I cannot recall a time in my life where I could be considered "normal." When I was in elementary school, my hobbies included locking myself in my room to read for hours on end, writing really descriptive diary entries, and being painfully bad at tag.
Really quite descriptive:
Instead of doing normal little kid things like playing dress-up or “house,” my friends and I formed a club called “the Piggy Pals” in which we gave ourselves animal personas and wrote really elaborate stories about the characters.
True story.
While my siblings learned to excel at various sports—my sister in dance and field hockey and my brother at basically everything else—I was struggling to finish my gym class’ mandatory mile in under 12 minutes. Instead, I was the champion of the classroom: I had stellar grades, I loved writing—I once wrote an entire book series about a dog detective named Sherlock Bones—and my favorite TV channels included Animal Planet and the History Channel.
Bottom line? I was not a normal child.
My…eccentricity…was of no importance in elementary school: no one really cared what you looked like or who your friends were or whether you wore Aéropostale polos to school.
Flash forward to middle school, and…well…those things mattered to most preteens. To set the stage, let me introduce my 12-year-old self: I wore blue wire-rimmed glasses several sizes too small for my face, I had the same haircut as Lord Farquaad from Shrek, and I had developed an affinity for playing the flute.
For context:
It is no surprise that I struggled to make new friends. Kids were nasty. I vividly remember getting teased relentlessly for countless reasons: my weight, my style (or lack thereof), my hobbies—anything that made me different from the carbon-copied, Hollister-wearing army of tweens that occupied my middle school.
It bothered me for a while, but I was lucky: I had a tight-knit group of friends that were just as ‘weird’ as I was. Eventually, I learned to ignore the snide remarks and thinly veiled insults and just be myself. Unfortunately, that’s not the case for many kids. Oftentimes, the teasing alone is enough to push kids to abandon their uniqueness.
I think that’s incredibly sad.
Looking back, my childhood ‘weirdness’ is a huge part of who I am now. My love for reading, writing, and learning is what molded me into the excellent student I am now. My lack of interest in anything style or sports-related translated into me developing a kick-ass sense of humor (if I do say so myself). I am still friends with many of the same girls I’ve been friends with since elementary school; they make me genuinely happy.
Why is this relevant, you may ask?
I think it’s important for people at any age to remember their roots and do the things they truly love. Would 12-year-old you be happy with who you are now? Are there things you enjoy or pieces of yourself you’ve learned to ignore because you’re afraid that other people won’t think they’re "normal?"
I think it’s time to embrace the weirdness. Life is a lot more fun that way.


■ **Task objective**
Check each line of the listing, and copy it if it contains the word "wars".

┄┄┄┄┄┄┄┄┄┄┄┄┄┄┄┄┄┄┄┄

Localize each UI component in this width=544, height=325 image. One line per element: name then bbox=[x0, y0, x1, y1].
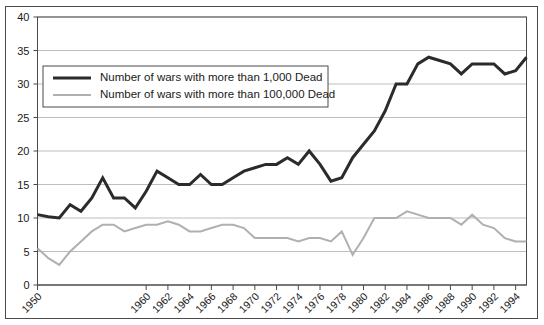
y-axis-tick-labels: 0510152025303540 bbox=[17, 11, 29, 291]
x-tick-label: 1986 bbox=[410, 290, 435, 315]
y-tick-label: 25 bbox=[17, 112, 29, 124]
y-tick-label: 35 bbox=[17, 45, 29, 57]
chart-legend: Number of wars with more than 1,000 Dead… bbox=[43, 66, 335, 107]
legend-label-1: Number of wars with more than 100,000 De… bbox=[100, 88, 335, 100]
y-tick-label: 30 bbox=[17, 78, 29, 90]
x-tick-label: 1980 bbox=[345, 290, 370, 315]
y-tick-label: 15 bbox=[17, 179, 29, 191]
x-tick-label: 1976 bbox=[301, 290, 326, 315]
x-axis-ticks bbox=[38, 285, 516, 290]
x-tick-label: 1966 bbox=[193, 290, 218, 315]
x-tick-label: 1950 bbox=[19, 290, 44, 315]
x-tick-label: 1962 bbox=[149, 290, 174, 315]
gridlines bbox=[38, 17, 527, 285]
y-tick-label: 20 bbox=[17, 145, 29, 157]
y-tick-label: 10 bbox=[17, 212, 29, 224]
x-tick-label: 1982 bbox=[367, 290, 392, 315]
y-tick-label: 0 bbox=[23, 279, 29, 291]
x-tick-label: 1974 bbox=[280, 290, 305, 315]
x-tick-label: 1960 bbox=[128, 290, 153, 315]
legend-label-0: Number of wars with more than 1,000 Dead bbox=[100, 71, 322, 83]
series-line-1 bbox=[38, 211, 527, 265]
x-tick-label: 1964 bbox=[171, 290, 196, 315]
x-tick-label: 1968 bbox=[215, 290, 240, 315]
x-tick-label: 1970 bbox=[236, 290, 261, 315]
x-tick-label: 1990 bbox=[454, 290, 479, 315]
x-tick-label: 1992 bbox=[475, 290, 500, 315]
y-tick-label: 40 bbox=[17, 11, 29, 23]
chart-figure: 0510152025303540 19501960196219641966196… bbox=[0, 0, 544, 325]
x-axis-tick-labels: 1950196019621964196619681970197219741976… bbox=[19, 290, 522, 315]
line-chart: 0510152025303540 19501960196219641966196… bbox=[0, 0, 544, 325]
x-tick-label: 1994 bbox=[497, 290, 522, 315]
x-tick-label: 1984 bbox=[388, 290, 413, 315]
x-tick-label: 1972 bbox=[258, 290, 283, 315]
y-tick-label: 5 bbox=[23, 246, 29, 258]
y-axis-ticks bbox=[34, 17, 38, 285]
x-tick-label: 1978 bbox=[323, 290, 348, 315]
x-tick-label: 1988 bbox=[432, 290, 457, 315]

┄┄┄┄┄┄┄┄┄┄┄┄┄┄┄┄┄┄┄┄

■ **Solution**
chart-legend: Number of wars with more than 1,000 Dead… bbox=[43, 66, 335, 107]
legend-label-1: Number of wars with more than 100,000 De… bbox=[100, 88, 335, 100]
legend-label-0: Number of wars with more than 1,000 Dead bbox=[100, 71, 322, 83]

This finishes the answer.